If I had a penny for every time some well-intentioned citizen has interrupted my four-times daily ritual of puffing away on a death stick with a spiel about how bad smoking is for you, I’d be a very rich woman. Alas, that’s not the way things work. But if compensation was part and parcel of the tuts, the condescension and judgement, I have a feeling my ears would prick up. A reward, you say? To stop smoking? It’s tempting. But how much exactly is enough to really convince tobacco addicts to stop?

An employer in Swindon may well have cracked the code. Don Bryden, managing director of recruitment agency KCJ Training and Employment Solutions and a fellow smoker, has taken measures to help people kick the habit. The incentive?

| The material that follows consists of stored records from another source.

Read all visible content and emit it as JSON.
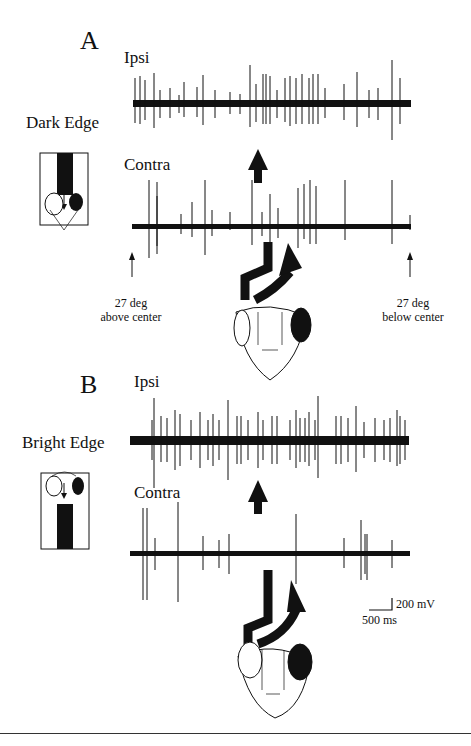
{
  "figure": {
    "panels": [
      {
        "letter": "A",
        "condition": "Dark Edge",
        "traces": [
          {
            "label": "Ipsi"
          },
          {
            "label": "Contra"
          }
        ],
        "annotations": {
          "left_arrow": "27 deg\nabove center",
          "left_line1": "27 deg",
          "left_line2": "above center",
          "right_line1": "27 deg",
          "right_line2": "below center"
        }
      },
      {
        "letter": "B",
        "condition": "Bright Edge",
        "traces": [
          {
            "label": "Ipsi"
          },
          {
            "label": "Contra"
          }
        ]
      }
    ],
    "scale_bar": {
      "voltage": "200 mV",
      "time": "500 ms"
    }
  },
  "colors": {
    "ink": "#111111",
    "background": "#ffffff"
  }
}
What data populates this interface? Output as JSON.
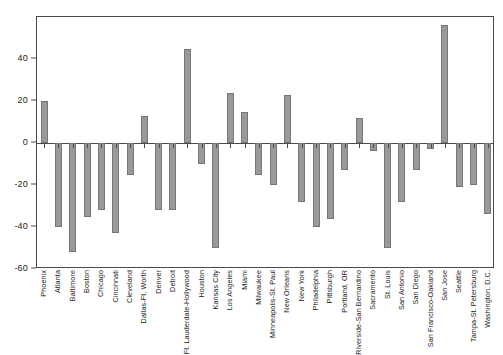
{
  "chart_data": {
    "type": "bar",
    "title": "",
    "subtitle": "",
    "xlabel": "",
    "ylabel": "",
    "ylim": [
      -60,
      60
    ],
    "yticks": [
      40,
      20,
      0,
      -20,
      -40,
      -60
    ],
    "grid": false,
    "legend": null,
    "legend_position": "none",
    "bar_color": "#999999",
    "bar_edge_color": "#777777",
    "axis_color": "#4a4a4a",
    "categories": [
      "Phoenix",
      "Atlanta",
      "Baltimore",
      "Boston",
      "Chicago",
      "Cincinnati",
      "Cleveland",
      "Dallas-Ft. Worth",
      "Denver",
      "Detroit",
      "Ft. Lauderdale-Hollywood",
      "Houston",
      "Kansas City",
      "Los Angeles",
      "Miami",
      "Milwaukee",
      "Minneapolis-St. Paul",
      "New Orleans",
      "New York",
      "Philadelphia",
      "Pittsburgh",
      "Portland, OR",
      "Riverside-San Bernardino",
      "Sacramento",
      "St. Louis",
      "San Antonio",
      "San Diego",
      "San Francisco-Oakland",
      "San Jose",
      "Seattle",
      "Tampa-St. Petersburg",
      "Washington, D.C."
    ],
    "values": [
      20,
      -40,
      -52,
      -35,
      -32,
      -43,
      -15,
      13,
      -32,
      -32,
      45,
      -10,
      -50,
      24,
      15,
      -15,
      -20,
      23,
      -28,
      -40,
      -36,
      -13,
      12,
      -4,
      -50,
      -28,
      -13,
      -3,
      56,
      -21,
      -20,
      -34
    ]
  }
}
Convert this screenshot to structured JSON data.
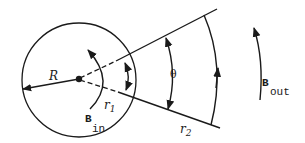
{
  "diagram": {
    "labels": {
      "R": "R",
      "r": "r",
      "r1_sub": "1",
      "r2_sub": "2",
      "theta": "θ",
      "B": "B",
      "in": "in",
      "out": "out"
    },
    "colors": {
      "stroke": "#1a1a1a",
      "background": "#ffffff"
    }
  }
}
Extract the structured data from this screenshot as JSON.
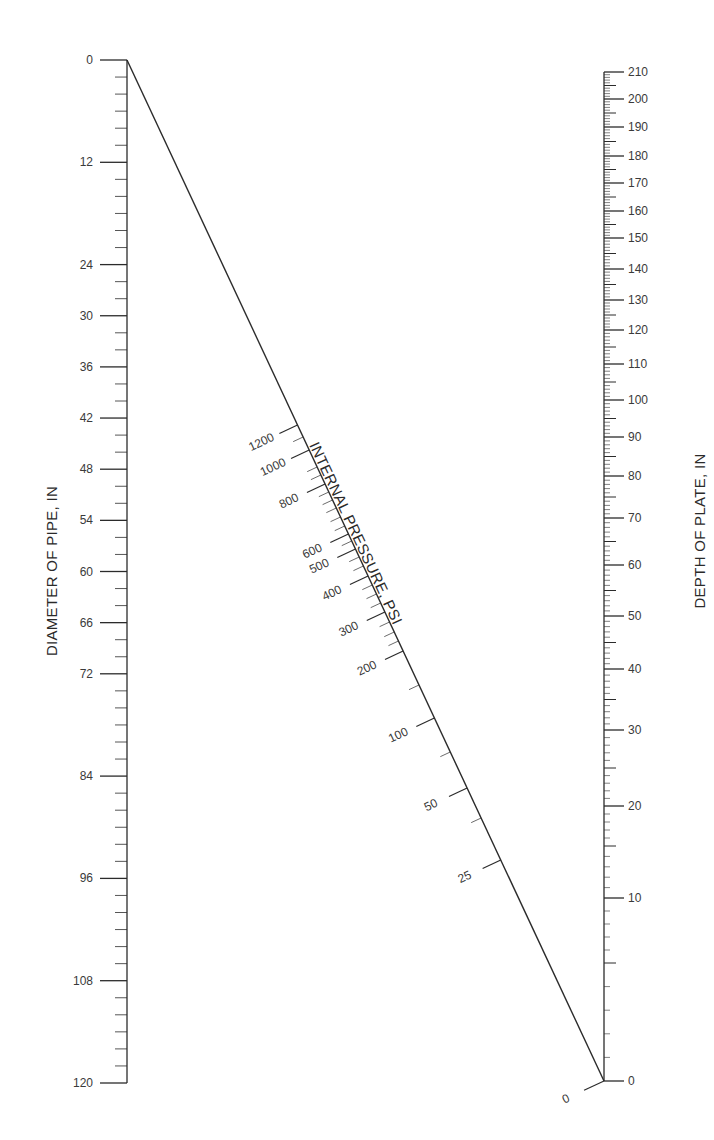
{
  "chart_data": {
    "type": "nomograph",
    "title": "",
    "scales": [
      {
        "name": "Diameter of Pipe",
        "label": "DIAMETER OF PIPE, IN",
        "position": "left",
        "range": [
          0,
          120
        ],
        "scale": "linear",
        "tick_labels": [
          "0",
          "12",
          "24",
          "30",
          "36",
          "42",
          "48",
          "54",
          "60",
          "66",
          "72",
          "84",
          "96",
          "108",
          "120"
        ],
        "tick_values": [
          0,
          12,
          24,
          30,
          36,
          42,
          48,
          54,
          60,
          66,
          72,
          84,
          96,
          108,
          120
        ],
        "minor_step": 2
      },
      {
        "name": "Internal Pressure",
        "label": "INTERNAL PRESSURE, PSI",
        "position": "diagonal",
        "scale": "nonlinear",
        "tick_labels": [
          "1200",
          "1000",
          "800",
          "600",
          "500",
          "400",
          "300",
          "200",
          "100",
          "50",
          "25",
          "0"
        ],
        "tick_values": [
          1200,
          1000,
          800,
          600,
          500,
          400,
          300,
          200,
          100,
          50,
          25,
          0
        ]
      },
      {
        "name": "Depth of Plate",
        "label": "DEPTH OF PLATE, IN",
        "position": "right",
        "range": [
          0,
          210
        ],
        "scale": "nonlinear",
        "tick_labels": [
          "210",
          "200",
          "190",
          "180",
          "170",
          "160",
          "150",
          "140",
          "130",
          "120",
          "110",
          "100",
          "90",
          "80",
          "70",
          "60",
          "50",
          "40",
          "30",
          "20",
          "10",
          "0"
        ],
        "tick_values": [
          210,
          200,
          190,
          180,
          170,
          160,
          150,
          140,
          130,
          120,
          110,
          100,
          90,
          80,
          70,
          60,
          50,
          40,
          30,
          20,
          10,
          0
        ]
      }
    ],
    "grid": false,
    "legend": "none"
  },
  "labels": {
    "left_axis_title": "DIAMETER OF PIPE, IN",
    "right_axis_title": "DEPTH OF PLATE, IN",
    "diagonal_title": "INTERNAL PRESSURE, PSI"
  }
}
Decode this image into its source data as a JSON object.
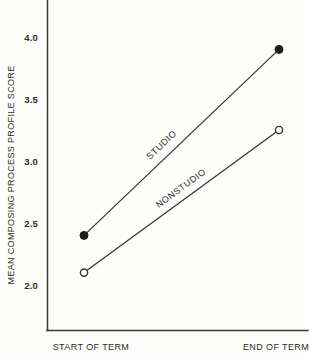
{
  "chart_data": {
    "type": "line",
    "title": "",
    "categories": [
      "START OF TERM",
      "END OF TERM"
    ],
    "series": [
      {
        "name": "STUDIO",
        "marker": "filled-circle",
        "values": [
          2.4,
          3.9
        ]
      },
      {
        "name": "NONSTUDIO",
        "marker": "open-circle",
        "values": [
          2.1,
          3.25
        ]
      }
    ],
    "xlabel": "",
    "ylabel": "MEAN COMPOSING PROCESS PROFILE SCORE",
    "yticks": [
      4.0,
      3.5,
      3.0,
      2.5,
      2.0
    ],
    "ytick_labels": [
      "4.0",
      "3.5",
      "3.0",
      "2.5",
      "2.0"
    ],
    "ylim": [
      1.6,
      4.3
    ],
    "grid": false,
    "legend_position": "inline-rotated-along-lines",
    "ink_color": "#2e2b28",
    "background_color": "#fdfdfb"
  }
}
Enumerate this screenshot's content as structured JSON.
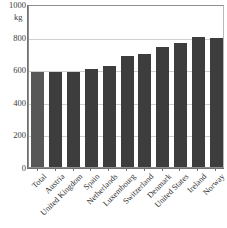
{
  "chart_data": {
    "type": "bar",
    "title": "",
    "subtitle": "",
    "xlabel": "",
    "ylabel": "",
    "unit_label": "kg",
    "ylim": [
      0,
      1000
    ],
    "yticks": [
      1000,
      800,
      600,
      400,
      200,
      0
    ],
    "ytick_labels": [
      "1000",
      "800",
      "600",
      "400",
      "200",
      "0"
    ],
    "gridlines": [
      800,
      600,
      400,
      200
    ],
    "grid": true,
    "legend": null,
    "categories": [
      "Total",
      "Austria",
      "United Kingdom",
      "Spain",
      "Netherlands",
      "Luxembourg",
      "Switzerland",
      "Denmark",
      "United States",
      "Ireland",
      "Norway"
    ],
    "values": [
      583,
      583,
      583,
      600,
      620,
      680,
      695,
      735,
      758,
      795,
      793
    ],
    "bar_colors": [
      "#575757",
      "#3d3d3d",
      "#3d3d3d",
      "#3d3d3d",
      "#3d3d3d",
      "#3d3d3d",
      "#3d3d3d",
      "#3d3d3d",
      "#3d3d3d",
      "#3d3d3d",
      "#3d3d3d"
    ],
    "highlight_index": 0,
    "accent_color": "#3d3d3d",
    "highlight_color": "#575757",
    "grid_color": "#cfcfcf",
    "axis_color": "#6f6f6f"
  }
}
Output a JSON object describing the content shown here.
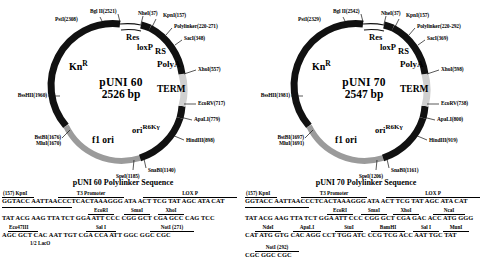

Four extra days of holiday.

Inspired by businesses in Japan, the policy is supposed to be mutually beneficial to both employees and the employer, reclaiming the 16 days annually that 10-minute smoke breaks add up to, while tempting workers with paid leave. Non-smokers, who will no doubt welcome the news that fewer of their cigarette-dependent colleagues will take less “me” time in their designated workplace smoking areas, also stand to benefit.

As good as this all sounds, I can’t help but question the levels of trust this requires – namely, the idea that anyone who willingly signs up to this scheme will be completely honest about their journey towards being nicotine-free. What the recruitment company has failed to account for, is the smokers’ mastery of lying.

It’s a skill almost every smoker has refined in their lifetime: the sneaking around, a spritz of perfume here and there to mask the stale stench of smoke. I perfected my ability to hide my habit so well in my late teens that for a time, people could hardly detect it. Ever want to give off the impression that you’re not a dirty smoker? Slather fruity body cream all over yourself – it seemed to work a treat for me, until my mother discovered fag ends shoved down the sink. But if you’re careful, you might just be able to get away with it.

I can see it now. Cunning ciggie fiends all over the country feigning interest in a life with cleaner lungs and the ability to run for more than a minute without having a coughing fit, all while plotting an evil scheme to keep it all going.

“Just popping out for a meeting”, they’d offer, hoping for no follow-up questions. Five minutes later, they’d be at a new underground haunt, just far away enough that the non-smokers and line managers can’t find them, and right around the corner from a corner shop or chemist, in case they need a top-up of chewing gum, scented moisturiser or body spray.

It wouldn’t last long, of course. Smokers too often underestimate the sensitivity of the non-smoker nose – it can pick up anything. And paraphernalia – especially if you’re “team rollies” like me – is even harder to hide. Rogue filters would inevitably spill out of pockets; lighters would slip out of hands, clanging on hard floors and disappointing all those who believed in your dedication to kick the habit once and for all. Whether you manage to pull the wool over their eyes for a day or just shy of a year, the death knell of your dreams of four extra days away from the office would ring out eventually.

Yes, we could actually quit and save ourselves the anxiety of keeping up the charade – but where’s the fun in that? Having our cake and eating it has been an unofficial staple of the working smoker lifestyle since the world was convinced that tobacco was good for us. Why on earth would we give it up now?